Again.
“You will learn not to defy me, Dani.”
“Danica,” I rasp instinctively.
“I will call you whatever the hell I desire, and that’s the last time you will ever correct me.” He pauses, perhaps waiting for me to agree, but I’d rather perish on the spot. “We will be wed in fifteen days’ time. Your father will vote with me, or I will take his life. You will vote with me or I will make your life a living hell.”
He reaches out for my sleeve and yanks it down my arm, nearly exposing my breast, but I don’t have the energy to cover myself, much less fight him.
“And I get to keep you,” he says, caressing the bare patch of skin. “Maybe forever.”
I DON’T GO to assist Saber when I leave His Majesty’s office, even though I should. I can’t. I can’t face him. Not after the way I failed him—even if he doesn’t know it.
Why didn’t I accept the King’s offer this afternoon? Why! Why did I decide vengeance was worth more than freedom? Why did I think I could have everything?
Knowing I defied him has made him worse than ever. He didn’t do more than terrify me tonight. Terrify and disgust me. But he will. After he gets my votes. Fear is his weapon—it always has been. I was a fool to forget it.
When I get back to my room and the bots have removed my finery, instead of loosening my laces, I have M.A.R.I.E. tighten them. Only when I can’t breathe without pain do I let the bots tie the strings. I take twice my regular dose of sleeping pills and lie gingerly across the bed, my ribs screaming. I can’t do more than breathe shallowly, and just before drifting away I wonder if it’s possible to suffocate in one’s sleep via stays.
But six hours later I open cottony eyes and the world continues to turn. My head aches and my ribs are so sore I can’t move without gritting my teeth, but I live.
I don’t let the bots touch my ribbons, though. I deserve this. I destroyed everything. Worse, I had salvation in my hands, and I threw it away. I stand utterly still while the bots whirl around my dressing stool, tossing layers of silk and satin over my head. I see nothing. I try to be quiet—I imagine Saber was working until five or six this morning, and I at least attempt to let him sleep.
But I want…I want someone who knew me when I was still a good person. I’m quite certain that label doesn’t fit me anymore. This isn’t what I planned or expected when I started this journey. I knew I was skirting decency—that selling Glitter wasn’t something I’d have done if I didn’t feel my life was in peril. But somewhere between my mother’s death and discovering the kind of morals I’m enabling via Saber, I’ve truly begun to wonder if this has all been a mistake.
I want Molli. As soon as I’m presentable, I leave my rooms. My vision feels like a tunnel as I turn down the long wing that houses the families of the lower nobility, and I’m desperate to reach her. A crowd is gathered at the end of the hallway, and I grumble under my breath. It’s the last thing I need right now. But as I draw nearer, I realize that among the many, many doors in this section of the palace, the one they’re surrounding is Molli’s. My heart begins to pound as trepidation roars in my mind.

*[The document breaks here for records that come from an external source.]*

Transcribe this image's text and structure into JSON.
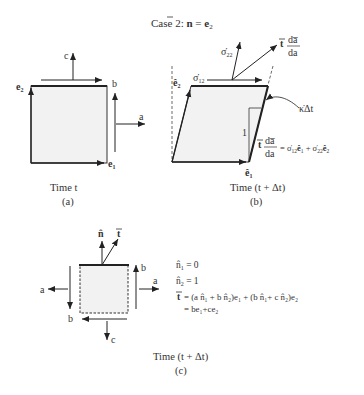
{
  "title": {
    "prefix": "Case 2: ",
    "n": "n",
    "eq": " = ",
    "e": "e",
    "sub": "2"
  },
  "panel_a": {
    "time_label": "Time t",
    "caption": "(a)",
    "labels": {
      "c": "c",
      "b": "b",
      "a": "a",
      "e2": "e",
      "e2_sub": "2",
      "e1": "e",
      "e1_sub": "1"
    },
    "fill_color": "#f2f2f2"
  },
  "panel_b": {
    "time_label": "Time (t + Δt)",
    "caption": "(b)",
    "labels": {
      "sigma22": "σ̇",
      "sigma22_sub": "22",
      "sigma12": "σ̇",
      "sigma12_sub": "12",
      "t_vec": "t",
      "frac_num": "da̅",
      "frac_den": "da",
      "e2hat": "ê",
      "e2hat_sub": "2",
      "e1hat": "ê",
      "e1hat_sub": "1",
      "kappa": "κ̇Δt",
      "one": "1",
      "eq_rhs_a": "= σ̇",
      "eq_rhs_a_sub": "12",
      "eq_rhs_b": "ê",
      "eq_rhs_b_sub": "1",
      "eq_rhs_c": " + σ̇",
      "eq_rhs_c_sub": "22",
      "eq_rhs_d": "ê",
      "eq_rhs_d_sub": "2"
    }
  },
  "panel_c": {
    "time_label": "Time (t + Δt)",
    "caption": "(c)",
    "labels": {
      "n": "n̂",
      "t": "t",
      "a_left": "a",
      "a_right": "a",
      "b_left": "b",
      "b_right": "b",
      "c": "c"
    },
    "equations": [
      {
        "text": "n̂",
        "sub": "1",
        "rest": " = 0"
      },
      {
        "text": "n̂",
        "sub": "2",
        "rest": " = 1"
      }
    ],
    "eq_t_line1": "= (a n̂₁ + b n̂₂)e₁ + (b n̂₁+ c n̂₂)e₂",
    "eq_t_line2": "= be₁+ce₂",
    "eq_t_symbol": "t"
  }
}
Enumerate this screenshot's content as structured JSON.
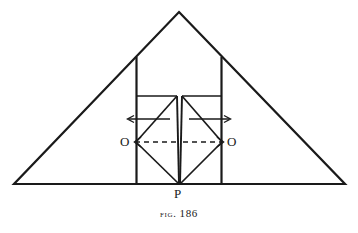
{
  "figure": {
    "caption_prefix": "Fig.",
    "caption_number": "186",
    "caption_full": "FIG. 186",
    "background_color": "#ffffff",
    "ink_color": "#1a1a1a"
  },
  "labels": {
    "origin_left": "O",
    "origin_right": "O",
    "apex_point": "P"
  },
  "geometry": {
    "outer_triangle": {
      "name": "outer-triangle",
      "apex": [
        179,
        12
      ],
      "base_left": [
        14,
        184
      ],
      "base_right": [
        345,
        184
      ]
    },
    "tall_rectangle": {
      "name": "tall-rectangle",
      "left": 136,
      "right": 222,
      "top": 57,
      "bottom": 184
    },
    "inner_box_left": {
      "name": "inner-box-left",
      "left": 136,
      "right": 177,
      "top": 96,
      "bottom": 184
    },
    "inner_box_right": {
      "name": "inner-box-right",
      "left": 182,
      "right": 222,
      "top": 96,
      "bottom": 184
    },
    "center_gap": {
      "name": "center-gap",
      "left_line_x": 177,
      "right_line_x": 182,
      "converge_point": [
        179.5,
        184
      ]
    },
    "axis_y": 142,
    "arrow_row_y": 119
  },
  "annotations": {
    "arrow_left_solid": {
      "name": "solid-arrow-left",
      "from": [
        170,
        119
      ],
      "to": [
        127,
        119
      ],
      "direction": "left"
    },
    "arrow_right_solid": {
      "name": "solid-arrow-right",
      "from": [
        189,
        119
      ],
      "to": [
        231,
        119
      ],
      "direction": "right"
    },
    "dashed_axis_left": {
      "name": "dashed-axis-left",
      "from": [
        177,
        142
      ],
      "to": [
        133,
        142
      ],
      "direction": "left",
      "style": "dashed"
    },
    "dashed_axis_right": {
      "name": "dashed-axis-right",
      "from": [
        182,
        142
      ],
      "to": [
        225,
        142
      ],
      "direction": "right",
      "style": "dashed"
    }
  }
}
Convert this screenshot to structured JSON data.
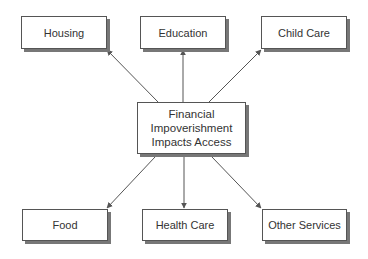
{
  "diagram": {
    "center": {
      "lines": [
        "Financial",
        "Impoverishment",
        "Impacts Access"
      ]
    },
    "nodes": [
      {
        "id": "housing",
        "label": "Housing"
      },
      {
        "id": "education",
        "label": "Education"
      },
      {
        "id": "childcare",
        "label": "Child Care"
      },
      {
        "id": "food",
        "label": "Food"
      },
      {
        "id": "health",
        "label": "Health Care"
      },
      {
        "id": "other",
        "label": "Other Services"
      }
    ],
    "edges": [
      {
        "from": "center",
        "to": "housing"
      },
      {
        "from": "center",
        "to": "education"
      },
      {
        "from": "center",
        "to": "childcare"
      },
      {
        "from": "center",
        "to": "food"
      },
      {
        "from": "center",
        "to": "health"
      },
      {
        "from": "center",
        "to": "other"
      }
    ],
    "colors": {
      "stroke": "#555555",
      "shadow": "#777777",
      "text": "#333333"
    }
  }
}
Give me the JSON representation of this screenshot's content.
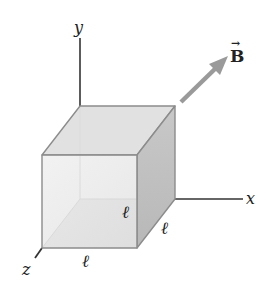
{
  "diagram": {
    "axes": {
      "x_label": "x",
      "y_label": "y",
      "z_label": "z"
    },
    "field": {
      "label": "B",
      "vector_arrow": "→",
      "color": "#9a9a9a"
    },
    "cube": {
      "edge_label_front_bottom": "ℓ",
      "edge_label_front_right": "ℓ",
      "edge_label_depth": "ℓ",
      "edge_color": "#8c8c8c",
      "front_face_color": "#e6e6e6",
      "top_face_color": "#dcdcdc",
      "side_face_color": "#bdbdbd",
      "bottom_face_color": "#d6d6d6"
    },
    "axis_color": "#333333"
  }
}
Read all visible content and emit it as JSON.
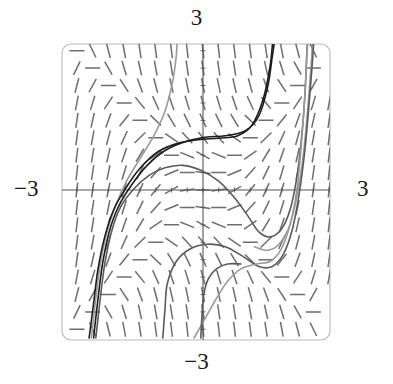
{
  "figure": {
    "kind": "slope-field-with-solution-curves",
    "background": "#ffffff",
    "frame": {
      "x": 62,
      "y": 44,
      "width": 268,
      "height": 296,
      "corner_radius": 9,
      "stroke": "#b9b9b9",
      "stroke_width": 1.1
    },
    "axes": {
      "origin_px": [
        203,
        190
      ],
      "stroke": "#555555",
      "stroke_width": 1.1,
      "tick_length": 5,
      "tick_count_x": 17,
      "tick_count_y": 17
    },
    "labels": {
      "top": "3",
      "bottom": "−3",
      "left": "−3",
      "right": "3"
    },
    "slope_field": {
      "stroke": "#6e6e6e",
      "stroke_width": 1.5,
      "dash_length": 15,
      "cols": 17,
      "rows": 17,
      "x_range": [
        -3,
        3
      ],
      "y_range": [
        -3,
        3
      ]
    },
    "curves": {
      "dark_stroke": "#1c1c1c",
      "mid_stroke": "#5a5a5a",
      "light_stroke": "#9a9a9a",
      "stroke_width": 1.6
    }
  },
  "chart_data": {
    "type": "line",
    "title": "",
    "xlabel": "",
    "ylabel": "",
    "xlim": [
      -3,
      3
    ],
    "ylim": [
      -3,
      3
    ],
    "xticks": [
      -3,
      3
    ],
    "yticks": [
      -3,
      3
    ],
    "xticklabels": [
      "−3",
      "3"
    ],
    "yticklabels": [
      "−3",
      "3"
    ],
    "grid": false,
    "legend": "none",
    "annotations": [
      {
        "text": "3",
        "position": "top-axis-end"
      },
      {
        "text": "−3",
        "position": "bottom-axis-end"
      },
      {
        "text": "−3",
        "position": "left-axis-end"
      },
      {
        "text": "3",
        "position": "right-axis-end"
      }
    ],
    "vector_field": {
      "description": "Direction field of dy/dx = x^2 - y^2; dashes are near vertical for |x| large, shallow or negative inside the band |y| > |x| near the origin",
      "slope_formula": "x^2 - y^2",
      "sample_cols": 17,
      "sample_rows": 17
    },
    "series": [
      {
        "name": "curve-dark-upper",
        "shade": "dark",
        "points": [
          [
            -2.45,
            -3.0
          ],
          [
            -2.35,
            -2.2
          ],
          [
            -2.25,
            -1.5
          ],
          [
            -2.1,
            -0.85
          ],
          [
            -1.9,
            -0.35
          ],
          [
            -1.6,
            0.1
          ],
          [
            -1.25,
            0.5
          ],
          [
            -0.85,
            0.8
          ],
          [
            -0.4,
            0.98
          ],
          [
            0.05,
            1.07
          ],
          [
            0.5,
            1.1
          ],
          [
            0.95,
            1.2
          ],
          [
            1.25,
            1.5
          ],
          [
            1.45,
            2.1
          ],
          [
            1.55,
            2.7
          ],
          [
            1.6,
            3.0
          ]
        ]
      },
      {
        "name": "curve-light-upper",
        "shade": "light",
        "points": [
          [
            -2.5,
            -3.0
          ],
          [
            -2.4,
            -2.2
          ],
          [
            -2.3,
            -1.5
          ],
          [
            -2.15,
            -0.85
          ],
          [
            -1.95,
            -0.3
          ],
          [
            -1.7,
            0.2
          ],
          [
            -1.4,
            0.65
          ],
          [
            -1.1,
            1.1
          ],
          [
            -0.85,
            1.6
          ],
          [
            -0.68,
            2.2
          ],
          [
            -0.6,
            2.7
          ],
          [
            -0.58,
            3.0
          ]
        ]
      },
      {
        "name": "curve-mid-central-hump",
        "shade": "mid",
        "points": [
          [
            -2.4,
            -3.0
          ],
          [
            -2.3,
            -2.2
          ],
          [
            -2.2,
            -1.5
          ],
          [
            -2.05,
            -0.85
          ],
          [
            -1.85,
            -0.35
          ],
          [
            -1.55,
            0.02
          ],
          [
            -1.2,
            0.3
          ],
          [
            -0.85,
            0.45
          ],
          [
            -0.45,
            0.5
          ],
          [
            -0.05,
            0.4
          ],
          [
            0.35,
            0.18
          ],
          [
            0.7,
            -0.15
          ],
          [
            1.0,
            -0.52
          ],
          [
            1.25,
            -0.85
          ],
          [
            1.5,
            -0.95
          ],
          [
            1.75,
            -0.8
          ],
          [
            1.95,
            -0.4
          ],
          [
            2.1,
            0.25
          ],
          [
            2.2,
            1.0
          ],
          [
            2.28,
            1.9
          ],
          [
            2.32,
            2.7
          ],
          [
            2.34,
            3.0
          ]
        ]
      },
      {
        "name": "curve-light-right",
        "shade": "light",
        "points": [
          [
            1.15,
            -1.15
          ],
          [
            1.45,
            -1.22
          ],
          [
            1.7,
            -1.1
          ],
          [
            1.95,
            -0.7
          ],
          [
            2.12,
            -0.05
          ],
          [
            2.25,
            0.75
          ],
          [
            2.35,
            1.7
          ],
          [
            2.42,
            2.5
          ],
          [
            2.45,
            3.0
          ]
        ]
      },
      {
        "name": "curve-mid-lower",
        "shade": "mid",
        "points": [
          [
            -0.9,
            -3.0
          ],
          [
            -0.85,
            -2.4
          ],
          [
            -0.8,
            -1.9
          ],
          [
            -0.6,
            -1.45
          ],
          [
            -0.3,
            -1.2
          ],
          [
            0.1,
            -1.1
          ],
          [
            0.5,
            -1.15
          ],
          [
            0.9,
            -1.35
          ],
          [
            1.25,
            -1.55
          ],
          [
            1.55,
            -1.55
          ],
          [
            1.8,
            -1.3
          ],
          [
            2.0,
            -0.8
          ],
          [
            2.15,
            -0.1
          ],
          [
            2.28,
            0.8
          ],
          [
            2.38,
            1.8
          ],
          [
            2.45,
            2.6
          ],
          [
            2.48,
            3.0
          ]
        ]
      },
      {
        "name": "curve-dark-lower-left",
        "shade": "dark",
        "points": [
          [
            -2.55,
            -3.0
          ],
          [
            -2.45,
            -2.3
          ],
          [
            -2.35,
            -1.6
          ],
          [
            -2.2,
            -0.95
          ],
          [
            -2.0,
            -0.4
          ],
          [
            -1.72,
            0.05
          ],
          [
            -1.4,
            0.45
          ],
          [
            -1.0,
            0.78
          ],
          [
            -0.55,
            0.95
          ],
          [
            -0.1,
            1.02
          ],
          [
            0.35,
            1.05
          ],
          [
            0.78,
            1.1
          ],
          [
            1.1,
            1.32
          ],
          [
            1.35,
            1.85
          ],
          [
            1.5,
            2.5
          ],
          [
            1.56,
            3.0
          ]
        ]
      },
      {
        "name": "curve-light-bottom-rise",
        "shade": "light",
        "points": [
          [
            -0.2,
            -3.0
          ],
          [
            0.05,
            -2.6
          ],
          [
            0.3,
            -2.2
          ],
          [
            0.55,
            -1.85
          ],
          [
            0.85,
            -1.6
          ],
          [
            1.2,
            -1.5
          ],
          [
            1.5,
            -1.45
          ],
          [
            1.75,
            -1.2
          ],
          [
            1.95,
            -0.7
          ],
          [
            2.1,
            0.0
          ],
          [
            2.2,
            0.9
          ],
          [
            2.28,
            1.9
          ],
          [
            2.33,
            2.8
          ],
          [
            2.35,
            3.0
          ]
        ]
      },
      {
        "name": "curve-mid-bottom-vertical",
        "shade": "mid",
        "points": [
          [
            -0.05,
            -3.0
          ],
          [
            -0.02,
            -2.5
          ],
          [
            0.02,
            -2.1
          ],
          [
            0.12,
            -1.8
          ],
          [
            0.3,
            -1.6
          ],
          [
            0.55,
            -1.5
          ],
          [
            0.85,
            -1.5
          ]
        ]
      }
    ]
  }
}
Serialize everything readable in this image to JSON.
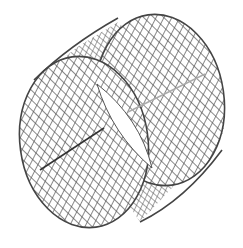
{
  "figure": {
    "background": "#ffffff",
    "mesh_color": "#555555",
    "rim_color": "#444444",
    "seam_color": "#333333",
    "seam_light_color": "#aaaaaa",
    "front_face": {
      "cx": 84,
      "cy": 142,
      "rx": 66,
      "ry": 88,
      "rotate": -8
    },
    "back_face": {
      "cx": 160,
      "cy": 100,
      "rx": 66,
      "ry": 88,
      "rotate": -8
    },
    "gap_lens": {
      "from": [
        97,
        84
      ],
      "to": [
        152,
        168
      ]
    }
  }
}
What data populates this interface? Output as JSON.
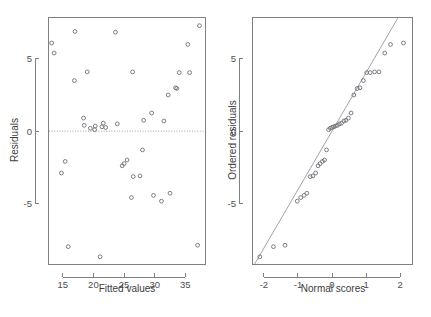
{
  "figure": {
    "background": "#ffffff",
    "marker_color": "#6e6e78",
    "axis_color": "#808080",
    "text_color": "#3d3d3d"
  },
  "chart_data": [
    {
      "type": "scatter",
      "panel": "left",
      "title": "",
      "xlabel": "Fitted values",
      "ylabel": "Residuals",
      "xlim": [
        12.6,
        38.2
      ],
      "ylim": [
        -9.2,
        7.9
      ],
      "xticks": [
        15,
        20,
        25,
        30,
        35
      ],
      "xticklabels": [
        "15",
        "20",
        "25",
        "30",
        "35"
      ],
      "yticks": [
        5,
        0,
        -5
      ],
      "yticklabels": [
        "5",
        "0",
        "-5"
      ],
      "grid": false,
      "legend": null,
      "reference_line": {
        "kind": "horizontal",
        "y": 0,
        "style": "dotted"
      },
      "x": [
        13.2,
        13.6,
        14.8,
        15.4,
        15.9,
        16.9,
        17.0,
        18.4,
        18.5,
        19.0,
        19.5,
        20.2,
        20.3,
        21.1,
        21.4,
        21.6,
        22.0,
        23.6,
        23.9,
        24.7,
        25.0,
        25.5,
        26.2,
        26.4,
        26.5,
        27.6,
        28.0,
        28.2,
        29.5,
        29.8,
        31.1,
        31.5,
        32.2,
        32.5,
        33.4,
        33.6,
        34.0,
        35.4,
        35.7,
        37.0,
        37.3
      ],
      "y": [
        6.1,
        5.4,
        -2.9,
        -2.1,
        -8.0,
        3.5,
        6.9,
        0.9,
        0.4,
        4.1,
        0.2,
        0.1,
        0.35,
        -8.7,
        0.3,
        0.55,
        0.25,
        6.85,
        0.5,
        -2.4,
        -2.25,
        -2.0,
        -4.6,
        4.1,
        -3.15,
        -3.1,
        -1.3,
        0.75,
        1.25,
        -4.45,
        -4.85,
        0.7,
        2.5,
        -4.3,
        3.0,
        2.95,
        4.05,
        6.0,
        4.05,
        -7.9,
        7.3
      ]
    },
    {
      "type": "scatter",
      "panel": "right",
      "title": "",
      "xlabel": "Normal scores",
      "ylabel": "Ordered residuals",
      "xlim": [
        -2.35,
        2.35
      ],
      "ylim": [
        -9.2,
        7.9
      ],
      "xticks": [
        -2,
        -1,
        0,
        1,
        2
      ],
      "xticklabels": [
        "-2",
        "-1",
        "0",
        "1",
        "2"
      ],
      "yticks": [
        5,
        0,
        -5
      ],
      "yticklabels": [
        "5",
        "0",
        "-5"
      ],
      "grid": false,
      "legend": null,
      "reference_line": {
        "kind": "qq",
        "slope": 4.05,
        "intercept": 0.0,
        "style": "solid"
      },
      "x": [
        -2.12,
        -1.72,
        -1.38,
        -1.02,
        -0.92,
        -0.82,
        -0.74,
        -0.64,
        -0.56,
        -0.48,
        -0.41,
        -0.35,
        -0.28,
        -0.22,
        -0.16,
        -0.1,
        -0.05,
        0.0,
        0.05,
        0.1,
        0.16,
        0.22,
        0.28,
        0.35,
        0.41,
        0.48,
        0.56,
        0.64,
        0.74,
        0.82,
        0.92,
        1.02,
        1.12,
        1.25,
        1.38,
        1.55,
        1.72,
        2.1
      ],
      "y": [
        -8.7,
        -8.0,
        -7.9,
        -4.85,
        -4.6,
        -4.45,
        -4.3,
        -3.15,
        -3.1,
        -2.9,
        -2.4,
        -2.25,
        -2.1,
        -2.0,
        -1.3,
        0.1,
        0.2,
        0.25,
        0.3,
        0.35,
        0.4,
        0.5,
        0.55,
        0.7,
        0.75,
        0.9,
        1.25,
        2.5,
        2.95,
        3.0,
        3.5,
        4.05,
        4.05,
        4.1,
        4.1,
        5.4,
        6.0,
        6.1,
        6.85,
        6.9,
        7.3
      ]
    }
  ]
}
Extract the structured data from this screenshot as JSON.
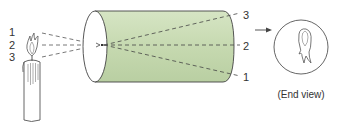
{
  "diagram": {
    "type": "pinhole-camera",
    "colors": {
      "cylinder_fill": "#c9dcb4",
      "cylinder_fill_light": "#dfead2",
      "stroke": "#444444",
      "text": "#333333"
    },
    "source_labels": [
      "1",
      "2",
      "3"
    ],
    "image_labels": [
      "3",
      "2",
      "1"
    ],
    "end_view_caption": "(End view)",
    "icons": {
      "candle": "candle-icon",
      "flame": "flame-icon",
      "inverted_flame": "inverted-flame-icon",
      "arrow": "arrow-right-icon"
    }
  }
}
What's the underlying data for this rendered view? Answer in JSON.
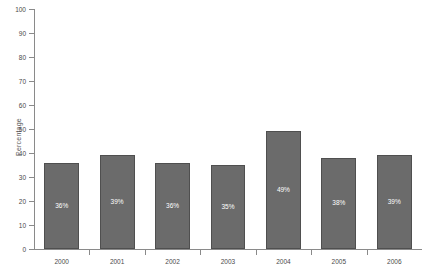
{
  "chart_data": {
    "type": "bar",
    "title": "",
    "xlabel": "",
    "ylabel": "Percentage",
    "categories": [
      "2000",
      "2001",
      "2002",
      "2003",
      "2004",
      "2005",
      "2006"
    ],
    "values": [
      36,
      39,
      36,
      35,
      49,
      38,
      39
    ],
    "data_labels": [
      "36%",
      "39%",
      "36%",
      "35%",
      "49%",
      "38%",
      "39%"
    ],
    "ylim": [
      0,
      100
    ],
    "ytick_values": [
      0,
      10,
      20,
      30,
      40,
      50,
      60,
      70,
      80,
      90,
      100
    ],
    "ytick_labels": [
      "0",
      "10",
      "20",
      "30",
      "40",
      "50",
      "60",
      "70",
      "80",
      "90",
      "100"
    ],
    "grid": false,
    "legend": false,
    "legend_position": "none",
    "colors": {
      "bar_fill": "#6b6b6b",
      "bar_outline": "#4f4f4f",
      "axis": "#8a8a8a",
      "tick_label": "#4a4a4a",
      "axis_title": "#555555",
      "data_label": "#ffffff",
      "background": "#ffffff"
    }
  }
}
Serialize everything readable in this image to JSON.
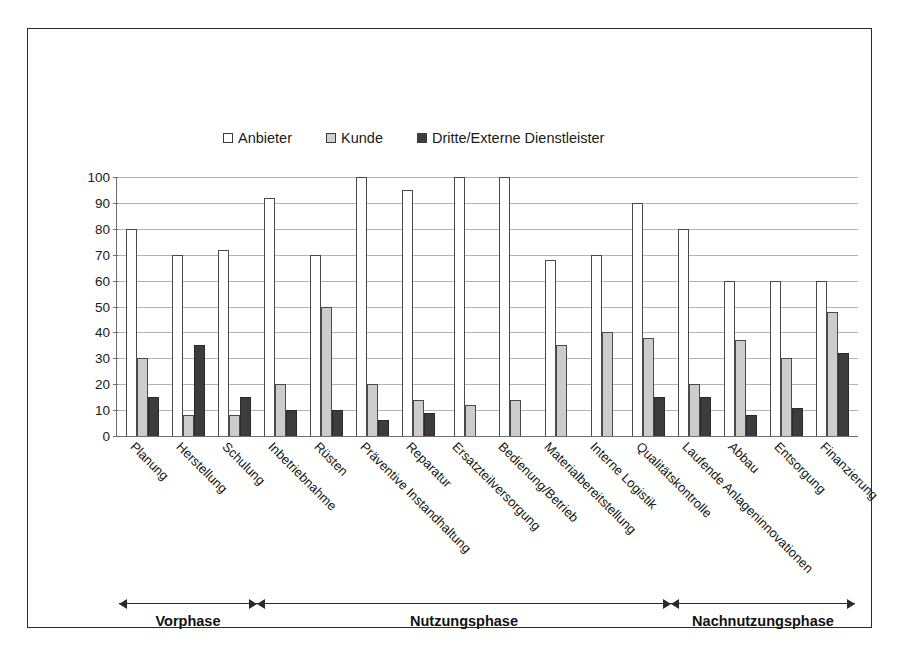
{
  "chart_data": {
    "type": "bar",
    "title": "",
    "xlabel": "",
    "ylabel": "",
    "ylim": [
      0,
      100
    ],
    "yticks": [
      0,
      10,
      20,
      30,
      40,
      50,
      60,
      70,
      80,
      90,
      100
    ],
    "grid": true,
    "legend_position": "top-center",
    "categories": [
      "Planung",
      "Herstellung",
      "Schulung",
      "Inbetriebnahme",
      "Rüsten",
      "Präventive Instandhaltung",
      "Reparatur",
      "Ersatzteilversorgung",
      "Bedienung/Betrieb",
      "Materialbereitstellung",
      "Interne Logistik",
      "Qualitätskontrolle",
      "Laufende Anlageninnovationen",
      "Abbau",
      "Entsorgung",
      "Finanzierung"
    ],
    "series": [
      {
        "name": "Anbieter",
        "color": "#ffffff",
        "values": [
          80,
          70,
          72,
          92,
          70,
          100,
          95,
          100,
          100,
          68,
          70,
          90,
          80,
          60,
          60,
          60
        ]
      },
      {
        "name": "Kunde",
        "color": "#cccccc",
        "values": [
          30,
          8,
          8,
          20,
          50,
          20,
          14,
          12,
          14,
          35,
          40,
          38,
          20,
          37,
          30,
          48
        ]
      },
      {
        "name": "Dritte/Externe Dienstleister",
        "color": "#3c3c3c",
        "values": [
          15,
          35,
          15,
          10,
          10,
          6,
          9,
          0,
          0,
          0,
          0,
          15,
          15,
          8,
          11,
          32
        ]
      }
    ]
  },
  "legend": {
    "items": [
      {
        "label": "Anbieter",
        "swatch": "legend-swatch-white"
      },
      {
        "label": "Kunde",
        "swatch": "legend-swatch-gray"
      },
      {
        "label": "Dritte/Externe Dienstleister",
        "swatch": "legend-swatch-dark"
      }
    ]
  },
  "phases": [
    {
      "label": "Vorphase",
      "start_index": 0,
      "end_index": 2
    },
    {
      "label": "Nutzungsphase",
      "start_index": 3,
      "end_index": 11
    },
    {
      "label": "Nachnutzungsphase",
      "start_index": 12,
      "end_index": 15
    }
  ],
  "colors": {
    "series_anbieter": "#ffffff",
    "series_kunde": "#cccccc",
    "series_dritte": "#3c3c3c",
    "axis": "#6d6d6d",
    "gridline": "#b3b3b3",
    "frame": "#2b2b2b",
    "text": "#161616"
  }
}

“Excuse me,” I say softly, tapping one man on the shoulder. But I might as well be a gentle breeze for all the attention he shows me. Apprehension bubbles in my chest as the tension and chatter around me rise.
Then something, some pathos-drenched idiom from Giovanni’s lessons or maybe even before, whispers, Remember who you are. Instantly, reflexively, I cease my gentle tapping of shoulders and stand ramrod straight instead. “Make way,” I bark in as Queenly a manner as I can. “Royal business. Stand aside!”
Layers of people peel away as I stride forward, and I don’t feel guilty in the least as I finally near the door. What good is power if one cannot use it? There are yet more people inside the tiny atrium of Molli’s apartment, but at least the official guards in security livery are holding most of them at bay. One of them steps forward with his hands in front of him like he would stop me from going farther, but I shake my head, wave his hand away, and continue walking toward Molli’s bedroom.
He doesn’t try to stop me again.
The cramped interior manages to feel crowded even in the absence of a true crowd; I’d almost forgotten that her room is so small. Sometimes I wondered if the administration was trying to get her family to move out without actually evicting them. If there’s such a thing as being poor within the Palace of Versailles, the Percy family qualifies.